The Kael who walked in wore the same standard gray tunic, but it now seemed to mold to the lines of a body that had been sculpted overnight. His dark hair, once perpetually messy and dull, fell perfectly across a sharp brow. But it was the presence, the radiating aura of raw, concentrated Mana Core energy, that arrested them all. His old three-unit flicker had been replaced by a silent, gravitational pull. He didn't walk; he commanded the air he moved through.
He saw the faces he recognized instantly:
In the center of the largest table sat Elara Vance, surrounded by her court. She was mid-sentence, her perfect lips paused mid-word, a fork hovering halfway to her mouth. Elara, the queen who never broke composure, suddenly looked brittle. Her usually imperious winter-sky eyes fixed on Kael, a spark igniting in their depths that was less about recognition and more about an instinctive, consuming need. Her composure shattered first. A flush crept from her collar up her neck, and her breath hitched, loud and ragged in the suddenly silent room. She didn't look at his power; she looked at him like he was the only resource left in a dying world. Her fingers clenched, the fork falling unnoticed to the table.
Across the room, at the solitary table reserved for the most serious scholars, sat Sienna Thorne. The intellectual prodigy who valued logic above all else. Sienna, who had never given Kael the courtesy of a second glance, now found her gaze locked. Her arcane scroll, which she always guarded with fierce focus, slid from her grasp. She didn't notice. Her sharp, analytical eyes widened, searching, as if her mind were frantically trying to calculate the source of this illogical, overwhelming stimulus. A tremor ran through her hand, causing a slight ripple of controlled crimson mana to dissipate uselessly in the air. Her focused energy was gone, replaced by a devastating, unexpected weakness centered entirely on Kael.
The effect wasn't limited to the elite.

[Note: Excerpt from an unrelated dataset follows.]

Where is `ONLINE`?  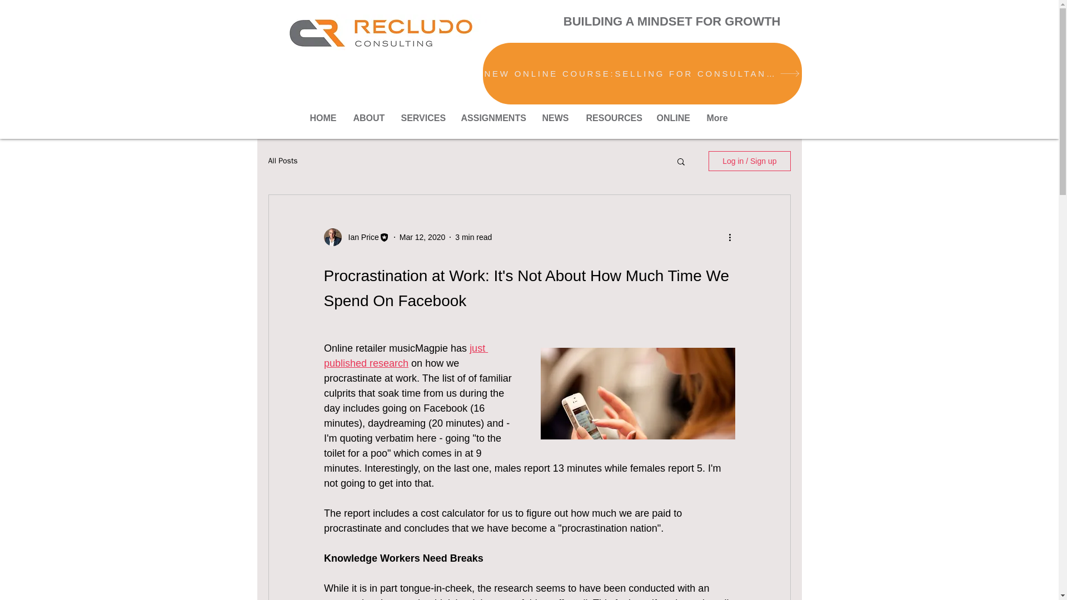
ONLINE is located at coordinates (672, 118).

Everywhere Kael's eyes swept—across the tables of apprentices, the senior class, and even the stern-faced instructors—women were frozen in place, their expressions shifting from surprise to a profound, heated yearning. Their bodies seemed to lean into his presence, their hands pressing inadvertently against their chests.
Kael walked straight to the ration counter. It was a simple, mundane act, but as he approached, the two female student servers—who had been bored and listless moments before—stood up straighter, their cheeks blooming with color.
"What would you like?" one of them managed, but her voice cracked, her eyes wide and dark.
Kael, still adjusting to the sheer noise of his own presence, simply said, "Just the standard meal, please."
His voice, no longer a meek whisper, was now a deep, resonant rumble, charged with a faint, intoxicating undercurrent of raw power. It hit the room like a physical shockwave.
Elara gasped, pushing away from her table. She had to get closer.
Sienna stood up, knocking her chair backward with a clatter that no one even registered. Her rational mind screamed at the overwhelming pull, but her body was already moving.
Kael took his meal. He turned, looking for an empty spot, and found only a hundred pairs of eyes fixated on him. He was the sun, and they were planets, suddenly locked into his orbit, unable to look away, desperately wanting to be consumed by his light.